CIQ (Rocky Linux), Oracle, and SUSE announce a new trade association dedicated to providing source code for building RHEL compatible distributions.
The formation of OpenELA arises from Red Hat's recent changes to RHEL source code availability.
Oracle has been full savage lately. From their press release on the issue 2 months ago:
By the way, if you are a Linux developer who disagrees with IBM’s actions and you believe in Linux freedom the way we do, we are hiring.
One observation for ISVs: IBM’s actions are not in your best interest. By killing CentOS as a RHEL alternative and attacking AlmaLinux and Rocky Linux, IBM is eliminating one way your customers save money and make a larger share of their wallet available to you. If you don’t yet support your product on Oracle Linux, we would be happy to show you how easy that is. Give your customers more choice.

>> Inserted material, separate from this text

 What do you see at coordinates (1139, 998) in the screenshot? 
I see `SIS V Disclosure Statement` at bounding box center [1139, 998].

Finally, to IBM, here’s a big idea for you. You say that you don’t want to pay all those RHEL developers? Here’s how you can save money: just pull from us. Become a downstream distributor of Oracle Linux. We will happily take on the burden
I don't think the shareholders care a whole lot unless stuff like this actually costs them customers. I am curious to know what some of the Red Hat developers think about this whole situation, though.

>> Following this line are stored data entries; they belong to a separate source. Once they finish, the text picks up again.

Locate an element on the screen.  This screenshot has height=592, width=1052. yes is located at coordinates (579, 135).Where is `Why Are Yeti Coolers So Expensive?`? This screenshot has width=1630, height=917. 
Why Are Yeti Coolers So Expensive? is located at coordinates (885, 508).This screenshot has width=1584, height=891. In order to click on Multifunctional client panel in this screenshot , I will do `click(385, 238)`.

There is no such thing as “community-driven” and “RHEL compatible”. If they are actually going to do their own work to create an enterprise Linux distro, it is not going to be bug for bug compatible with RHEL. The only way to get that is to copy RHEL exactly in which case any actual “community” contribution is a bug ( deviates from the goal of being identical ).
I do not love what Red Hat has been doing lately but all this cheerleading for these companies acting entirely in their own commercial interest under the banner of “community” has been very hard to watch.
Red Hat wanted to make it a bit more work to make identical copies of their distro and to water down the claims from copycats that they are truly identical. In response, some of the copycats have joined forces. This both reduces the burden on them individually and provides an alternative source of credibility that they can rely on. In the end, despite all the fireworks, barely anything will have changed for most of us. The mechanics of how RHEL clone get built have been altered somewhat but otherwise things are mostly as they were.
I'm kinda surprised SUSE is going in on this. They kind of do their own thing, so making RHEL-compatible packages seems a little odd. But whatever, as long as openSUSE doesn't turn into Fedora, I'm happy.
A little over a week ago, SUSE also announced they would be releasing their own binary compatible RHEL clone with $10 million of backing. So it looks like they were planning to take advantage of this uproar from the beginning.